Copy exactly, and copy nothing else: the line that contains "Describe the element" and all lines after it in the listing, without pictures.

*** Begin section ***

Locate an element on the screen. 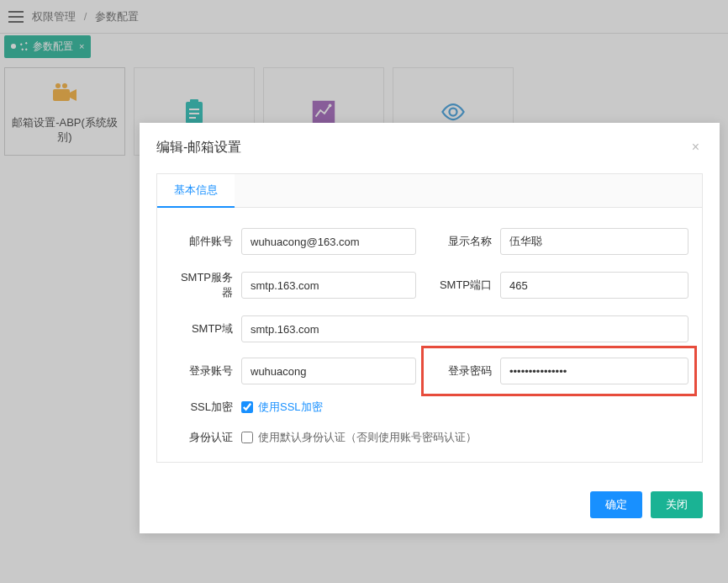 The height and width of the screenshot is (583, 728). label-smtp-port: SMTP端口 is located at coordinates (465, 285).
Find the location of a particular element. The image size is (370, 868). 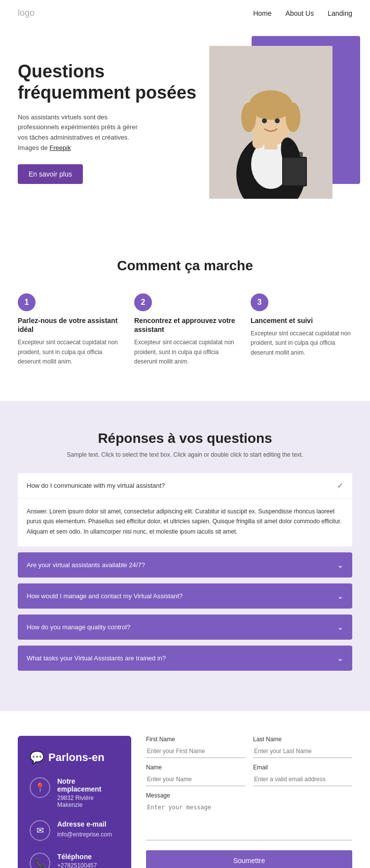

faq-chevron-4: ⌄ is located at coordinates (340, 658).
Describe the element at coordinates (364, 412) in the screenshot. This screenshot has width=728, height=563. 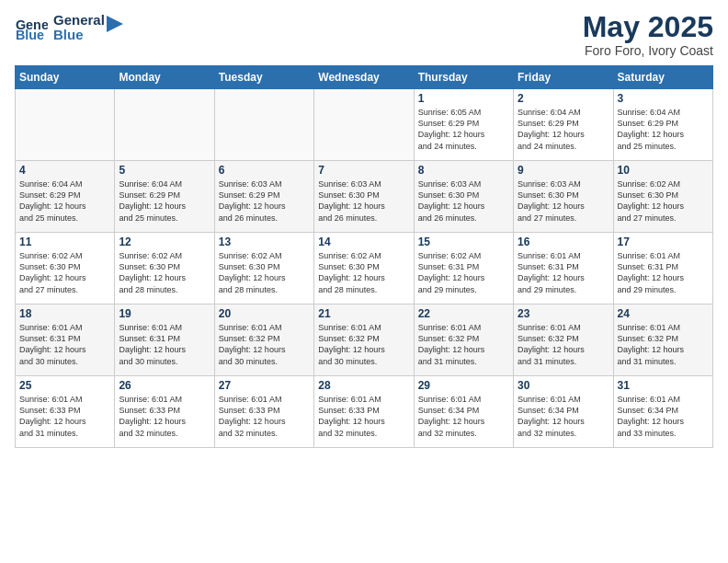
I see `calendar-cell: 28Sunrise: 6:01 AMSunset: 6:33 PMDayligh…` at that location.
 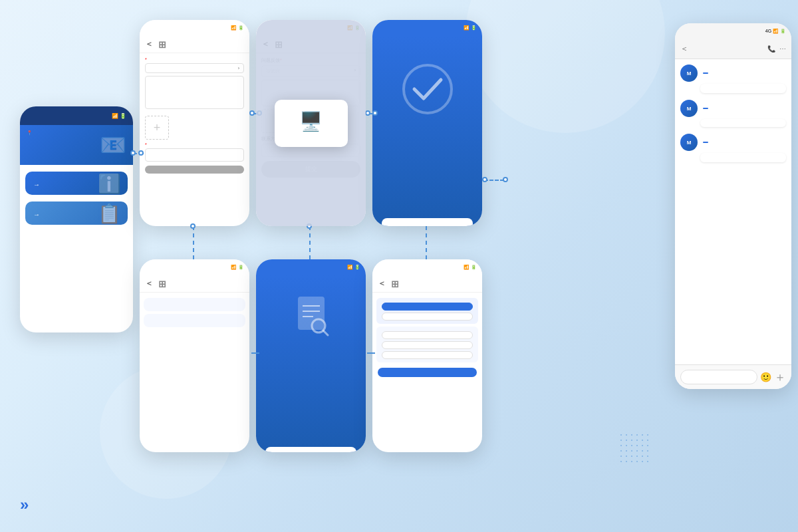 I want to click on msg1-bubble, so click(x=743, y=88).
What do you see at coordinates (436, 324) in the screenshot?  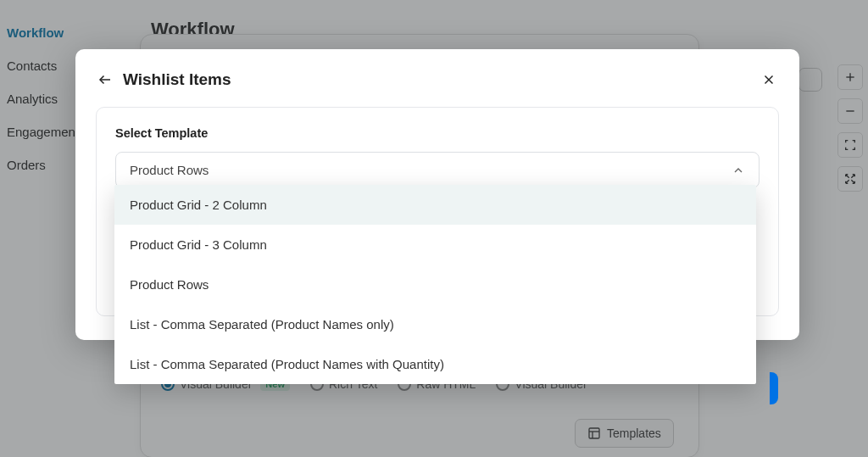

*** End section ***

**WRITTEN RESPONSE**.
Describe the element at coordinates (364, 412) in the screenshot. This screenshot has width=728, height=563. 
I see `calendar-cell: 28Sunrise: 6:01 AMSunset: 6:33 PMDayligh…` at that location.
  I want to click on msg1-bubble, so click(x=743, y=88).
What do you see at coordinates (436, 324) in the screenshot?  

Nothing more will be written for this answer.